Posted on 02/11/2010 11:23:15 AM PST by SeekAndFind
Pigs are dispensable; or, at least, so says the Ministry of Defence, which yesterday owned up to detonating more than 100 of the poor sow-and-sows in its bid to improve the lot of soldiers blasted by roadside bombs in Iraq and Afghanistan. It is enlightened attitude that cannot be said to be shared by our European neighbours, who were last night on the brink of endorsing the biggest pig-rescue mission in history.
Of course, in this case, the PIGS in question are not animals but countries or, to be more precise, Portugal, Italy, Greece and Spain. In crisis talks in Brussels today, European leaders will discuss how to prevent Greece from imploding, and tipping its Mediterranean neighbours over the financial precipice. To the great horror of their more sensible Teutonic counterparts, these countries surfed on the tide of cheap credit provided by euro membership and generated a debt bubble so enormous that it threatens to take down their economies.
Investors are terrified that those at the sharpest end in particular, the Greeks will fail to honour their debts, and are demanding an ever-higher interest rate from them. If such a rate is imposed, Greece could soon, like every debt recidivist, find itself so hopelessly mired in interest payments that it will no longer hope to escape from its debt. It may already be there.
So far, so familiar. Greece is not the first and will not be the last country to face fiscal oblivion during the crisis. But what sets Greece and its porcine neighbours apart from, for instance, this sceptred, indebted isle, is that they are part of the euro. Should one of them default, the very act could bring the entire currency down, plunging the world economy's most important continent into financial and economic chaos.
(Excerpt) Read more at telegraph.co.uk ...
One more thing C19fan,
What does that stand for C19?
19th century.
See?
I knew it was someting simple.
I’m just not too smart.
Thanks/thanks a lot.
:-)
“(Plan for establishing) an economic organization ... through mutual customs agreements ... including France, Belgium, Holland, Denmark, Austria, Poland, and perhaps Italy, Sweden, and Norway”.
The German “September Plan” to impose an economic union on the vanquished nations of Europe following a military victory, 1914
http://www.buzzle.com/articles/germany-fourth-reich.html
http://en.wikipedia.org/wiki/Septemberprogramm
The Greek unions are rioting because they do not want their retirement age to go from 61 to 63. Any real austerity would cause a revolution, probably in Portugal and Spain also. Meanwhile German voters do not want to subsidize workers who are less frugal and less hardworking than themselves.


BRIEF - Reproduce the following entries exactly, leaving nothing out.
== THE DATA
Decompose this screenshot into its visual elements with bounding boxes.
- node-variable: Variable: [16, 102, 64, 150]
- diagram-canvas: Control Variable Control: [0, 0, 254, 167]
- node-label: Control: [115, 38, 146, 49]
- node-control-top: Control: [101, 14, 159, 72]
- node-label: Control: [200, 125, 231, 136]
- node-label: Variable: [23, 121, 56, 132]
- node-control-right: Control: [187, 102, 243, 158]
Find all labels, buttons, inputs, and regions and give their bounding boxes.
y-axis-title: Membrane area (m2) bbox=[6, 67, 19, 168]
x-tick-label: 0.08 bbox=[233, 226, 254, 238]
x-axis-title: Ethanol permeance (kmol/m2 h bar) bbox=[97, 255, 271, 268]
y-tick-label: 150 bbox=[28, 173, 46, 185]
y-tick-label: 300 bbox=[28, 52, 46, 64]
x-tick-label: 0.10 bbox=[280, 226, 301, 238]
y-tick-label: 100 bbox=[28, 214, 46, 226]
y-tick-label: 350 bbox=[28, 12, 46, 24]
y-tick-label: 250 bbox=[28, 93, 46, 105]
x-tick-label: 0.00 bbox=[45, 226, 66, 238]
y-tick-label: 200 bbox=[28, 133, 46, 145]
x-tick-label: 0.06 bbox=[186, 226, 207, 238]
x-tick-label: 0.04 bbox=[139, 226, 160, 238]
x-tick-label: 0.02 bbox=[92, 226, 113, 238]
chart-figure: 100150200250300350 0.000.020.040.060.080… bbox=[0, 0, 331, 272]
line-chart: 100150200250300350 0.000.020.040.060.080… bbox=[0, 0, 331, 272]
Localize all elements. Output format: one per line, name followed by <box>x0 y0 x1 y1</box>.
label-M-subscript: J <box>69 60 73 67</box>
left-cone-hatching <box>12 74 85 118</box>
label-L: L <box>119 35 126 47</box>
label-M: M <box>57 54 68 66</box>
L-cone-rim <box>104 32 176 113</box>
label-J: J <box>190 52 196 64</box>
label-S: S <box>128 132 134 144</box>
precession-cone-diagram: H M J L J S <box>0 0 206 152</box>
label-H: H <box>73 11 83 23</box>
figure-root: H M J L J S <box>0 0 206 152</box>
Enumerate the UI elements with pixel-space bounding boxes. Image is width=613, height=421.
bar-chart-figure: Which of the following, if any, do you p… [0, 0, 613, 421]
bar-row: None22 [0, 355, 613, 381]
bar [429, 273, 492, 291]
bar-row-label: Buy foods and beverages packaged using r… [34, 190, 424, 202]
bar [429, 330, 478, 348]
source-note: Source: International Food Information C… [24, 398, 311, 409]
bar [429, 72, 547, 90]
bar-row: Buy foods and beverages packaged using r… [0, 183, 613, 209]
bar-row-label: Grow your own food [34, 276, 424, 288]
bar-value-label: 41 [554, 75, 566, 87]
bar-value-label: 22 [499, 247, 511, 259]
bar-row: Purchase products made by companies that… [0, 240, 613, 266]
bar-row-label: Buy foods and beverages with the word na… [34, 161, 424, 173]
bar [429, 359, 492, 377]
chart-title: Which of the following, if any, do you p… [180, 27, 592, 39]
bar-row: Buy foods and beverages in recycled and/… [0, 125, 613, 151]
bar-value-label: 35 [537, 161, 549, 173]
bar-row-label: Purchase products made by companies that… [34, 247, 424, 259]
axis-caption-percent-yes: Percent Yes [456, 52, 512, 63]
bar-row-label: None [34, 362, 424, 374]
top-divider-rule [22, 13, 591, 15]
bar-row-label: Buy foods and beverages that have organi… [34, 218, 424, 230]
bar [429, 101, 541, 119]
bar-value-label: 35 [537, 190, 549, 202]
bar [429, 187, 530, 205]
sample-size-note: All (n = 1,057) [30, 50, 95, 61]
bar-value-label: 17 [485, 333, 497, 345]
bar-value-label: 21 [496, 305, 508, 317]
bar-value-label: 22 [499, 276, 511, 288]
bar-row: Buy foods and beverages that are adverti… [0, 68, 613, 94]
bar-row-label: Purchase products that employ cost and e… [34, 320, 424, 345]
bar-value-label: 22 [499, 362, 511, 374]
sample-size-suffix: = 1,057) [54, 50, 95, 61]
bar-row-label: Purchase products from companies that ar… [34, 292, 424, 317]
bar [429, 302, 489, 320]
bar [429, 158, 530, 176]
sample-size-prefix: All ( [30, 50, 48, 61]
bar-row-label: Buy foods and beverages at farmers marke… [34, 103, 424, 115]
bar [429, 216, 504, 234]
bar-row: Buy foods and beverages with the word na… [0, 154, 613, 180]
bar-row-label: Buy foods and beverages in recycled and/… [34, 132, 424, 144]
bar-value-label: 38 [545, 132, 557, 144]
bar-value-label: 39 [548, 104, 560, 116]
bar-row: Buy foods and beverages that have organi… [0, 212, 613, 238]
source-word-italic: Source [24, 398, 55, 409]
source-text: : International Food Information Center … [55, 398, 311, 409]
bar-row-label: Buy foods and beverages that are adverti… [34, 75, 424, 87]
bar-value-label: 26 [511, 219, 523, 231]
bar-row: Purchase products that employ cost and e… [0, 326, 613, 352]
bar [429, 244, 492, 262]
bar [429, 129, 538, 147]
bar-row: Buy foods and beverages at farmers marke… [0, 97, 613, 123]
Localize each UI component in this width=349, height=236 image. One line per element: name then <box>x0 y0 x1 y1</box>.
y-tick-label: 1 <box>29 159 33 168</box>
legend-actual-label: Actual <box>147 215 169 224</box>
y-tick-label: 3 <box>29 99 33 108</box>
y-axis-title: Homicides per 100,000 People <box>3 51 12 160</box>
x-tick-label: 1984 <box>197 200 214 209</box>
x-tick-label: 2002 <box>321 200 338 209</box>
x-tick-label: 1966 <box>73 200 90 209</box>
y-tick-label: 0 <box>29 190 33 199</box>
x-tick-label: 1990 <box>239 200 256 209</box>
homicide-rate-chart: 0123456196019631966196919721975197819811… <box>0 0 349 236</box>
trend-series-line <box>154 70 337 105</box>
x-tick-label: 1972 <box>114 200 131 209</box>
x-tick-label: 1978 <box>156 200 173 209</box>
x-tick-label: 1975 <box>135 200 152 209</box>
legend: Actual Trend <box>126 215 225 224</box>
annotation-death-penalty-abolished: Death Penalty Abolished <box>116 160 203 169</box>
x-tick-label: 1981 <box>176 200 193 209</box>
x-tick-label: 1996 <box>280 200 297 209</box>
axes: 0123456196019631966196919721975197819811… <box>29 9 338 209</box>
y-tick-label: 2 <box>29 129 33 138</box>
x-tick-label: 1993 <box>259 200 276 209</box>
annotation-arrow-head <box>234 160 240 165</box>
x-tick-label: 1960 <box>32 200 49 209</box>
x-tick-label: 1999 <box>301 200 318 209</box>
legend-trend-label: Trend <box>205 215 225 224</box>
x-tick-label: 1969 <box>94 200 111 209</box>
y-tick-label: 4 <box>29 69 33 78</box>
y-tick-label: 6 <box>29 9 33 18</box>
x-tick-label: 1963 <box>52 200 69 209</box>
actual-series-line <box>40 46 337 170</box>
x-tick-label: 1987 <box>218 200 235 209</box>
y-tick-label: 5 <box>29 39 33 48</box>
====
RESULT FOR THIS EXERCISE -
Decompose this screenshot into its visual elements with bounding boxes.
- node-variable: Variable: [16, 102, 64, 150]
- diagram-canvas: Control Variable Control: [0, 0, 254, 167]
- node-label: Control: [115, 38, 146, 49]
- node-control-top: Control: [101, 14, 159, 72]
- node-label: Control: [200, 125, 231, 136]
- node-label: Variable: [23, 121, 56, 132]
- node-control-right: Control: [187, 102, 243, 158]
Find all labels, buttons, inputs, and regions and give their bounding boxes.
y-axis-title: Membrane area (m2) bbox=[6, 67, 19, 168]
x-tick-label: 0.08 bbox=[233, 226, 254, 238]
x-axis-title: Ethanol permeance (kmol/m2 h bar) bbox=[97, 255, 271, 268]
y-tick-label: 150 bbox=[28, 173, 46, 185]
y-tick-label: 300 bbox=[28, 52, 46, 64]
x-tick-label: 0.10 bbox=[280, 226, 301, 238]
y-tick-label: 100 bbox=[28, 214, 46, 226]
y-tick-label: 350 bbox=[28, 12, 46, 24]
y-tick-label: 250 bbox=[28, 93, 46, 105]
x-tick-label: 0.00 bbox=[45, 226, 66, 238]
y-tick-label: 200 bbox=[28, 133, 46, 145]
x-tick-label: 0.06 bbox=[186, 226, 207, 238]
x-tick-label: 0.04 bbox=[139, 226, 160, 238]
x-tick-label: 0.02 bbox=[92, 226, 113, 238]
chart-figure: 100150200250300350 0.000.020.040.060.080… bbox=[0, 0, 331, 272]
line-chart: 100150200250300350 0.000.020.040.060.080… bbox=[0, 0, 331, 272]
Localize all elements. Output format: one per line, name followed by <box>x0 y0 x1 y1</box>.
label-M-subscript: J <box>69 60 73 67</box>
left-cone-hatching <box>12 74 85 118</box>
label-L: L <box>119 35 126 47</box>
label-M: M <box>57 54 68 66</box>
L-cone-rim <box>104 32 176 113</box>
label-J: J <box>190 52 196 64</box>
label-S: S <box>128 132 134 144</box>
precession-cone-diagram: H M J L J S <box>0 0 206 152</box>
label-H: H <box>73 11 83 23</box>
figure-root: H M J L J S <box>0 0 206 152</box>
Enumerate the UI elements with pixel-space bounding boxes. Image is width=613, height=421.
bar-chart-figure: Which of the following, if any, do you p… [0, 0, 613, 421]
bar-row: None22 [0, 355, 613, 381]
bar [429, 273, 492, 291]
bar-row-label: Buy foods and beverages packaged using r… [34, 190, 424, 202]
bar [429, 330, 478, 348]
source-note: Source: International Food Information C… [24, 398, 311, 409]
bar [429, 72, 547, 90]
bar-row: Buy foods and beverages packaged using r… [0, 183, 613, 209]
bar-row-label: Grow your own food [34, 276, 424, 288]
bar-value-label: 41 [554, 75, 566, 87]
bar-value-label: 22 [499, 247, 511, 259]
bar-row: Purchase products made by companies that… [0, 240, 613, 266]
bar-row-label: Buy foods and beverages with the word na… [34, 161, 424, 173]
bar [429, 359, 492, 377]
chart-title: Which of the following, if any, do you p… [180, 27, 592, 39]
bar-row: Buy foods and beverages in recycled and/… [0, 125, 613, 151]
bar-value-label: 35 [537, 161, 549, 173]
bar-row-label: Purchase products made by companies that… [34, 247, 424, 259]
axis-caption-percent-yes: Percent Yes [456, 52, 512, 63]
bar-row-label: None [34, 362, 424, 374]
top-divider-rule [22, 13, 591, 15]
bar-row-label: Buy foods and beverages that have organi… [34, 218, 424, 230]
bar [429, 101, 541, 119]
bar-value-label: 35 [537, 190, 549, 202]
bar [429, 187, 530, 205]
sample-size-note: All (n = 1,057) [30, 50, 95, 61]
bar-value-label: 17 [485, 333, 497, 345]
bar-value-label: 21 [496, 305, 508, 317]
bar-value-label: 22 [499, 276, 511, 288]
bar-row: Buy foods and beverages that are adverti… [0, 68, 613, 94]
bar-row-label: Purchase products that employ cost and e… [34, 320, 424, 345]
bar-value-label: 22 [499, 362, 511, 374]
sample-size-suffix: = 1,057) [54, 50, 95, 61]
bar-row-label: Purchase products from companies that ar… [34, 292, 424, 317]
bar [429, 302, 489, 320]
bar [429, 158, 530, 176]
sample-size-prefix: All ( [30, 50, 48, 61]
bar-row-label: Buy foods and beverages at farmers marke… [34, 103, 424, 115]
bar [429, 216, 504, 234]
bar-row: Buy foods and beverages with the word na… [0, 154, 613, 180]
bar-row-label: Buy foods and beverages in recycled and/… [34, 132, 424, 144]
bar-value-label: 38 [545, 132, 557, 144]
bar-value-label: 39 [548, 104, 560, 116]
bar-row: Buy foods and beverages that have organi… [0, 212, 613, 238]
source-word-italic: Source [24, 398, 55, 409]
source-text: : International Food Information Center … [55, 398, 311, 409]
bar-row-label: Buy foods and beverages that are adverti… [34, 75, 424, 87]
bar-value-label: 26 [511, 219, 523, 231]
bar-row: Purchase products that employ cost and e… [0, 326, 613, 352]
bar [429, 244, 492, 262]
bar [429, 129, 538, 147]
bar-row: Buy foods and beverages at farmers marke… [0, 97, 613, 123]
Localize each UI component in this width=349, height=236 image. One line per element: name then <box>x0 y0 x1 y1</box>.
y-tick-label: 1 <box>29 159 33 168</box>
legend-actual-label: Actual <box>147 215 169 224</box>
y-tick-label: 3 <box>29 99 33 108</box>
y-axis-title: Homicides per 100,000 People <box>3 51 12 160</box>
x-tick-label: 1984 <box>197 200 214 209</box>
x-tick-label: 2002 <box>321 200 338 209</box>
x-tick-label: 1966 <box>73 200 90 209</box>
y-tick-label: 0 <box>29 190 33 199</box>
x-tick-label: 1990 <box>239 200 256 209</box>
homicide-rate-chart: 0123456196019631966196919721975197819811… <box>0 0 349 236</box>
trend-series-line <box>154 70 337 105</box>
x-tick-label: 1972 <box>114 200 131 209</box>
x-tick-label: 1978 <box>156 200 173 209</box>
x-tick-label: 1975 <box>135 200 152 209</box>
legend: Actual Trend <box>126 215 225 224</box>
annotation-death-penalty-abolished: Death Penalty Abolished <box>116 160 203 169</box>
x-tick-label: 1981 <box>176 200 193 209</box>
x-tick-label: 1996 <box>280 200 297 209</box>
axes: 0123456196019631966196919721975197819811… <box>29 9 338 209</box>
y-tick-label: 2 <box>29 129 33 138</box>
x-tick-label: 1993 <box>259 200 276 209</box>
annotation-arrow-head <box>234 160 240 165</box>
x-tick-label: 1960 <box>32 200 49 209</box>
x-tick-label: 1999 <box>301 200 318 209</box>
legend-trend-label: Trend <box>205 215 225 224</box>
x-tick-label: 1969 <box>94 200 111 209</box>
y-tick-label: 4 <box>29 69 33 78</box>
y-tick-label: 6 <box>29 9 33 18</box>
x-tick-label: 1963 <box>52 200 69 209</box>
actual-series-line <box>40 46 337 170</box>
x-tick-label: 1987 <box>218 200 235 209</box>
y-tick-label: 5 <box>29 39 33 48</box>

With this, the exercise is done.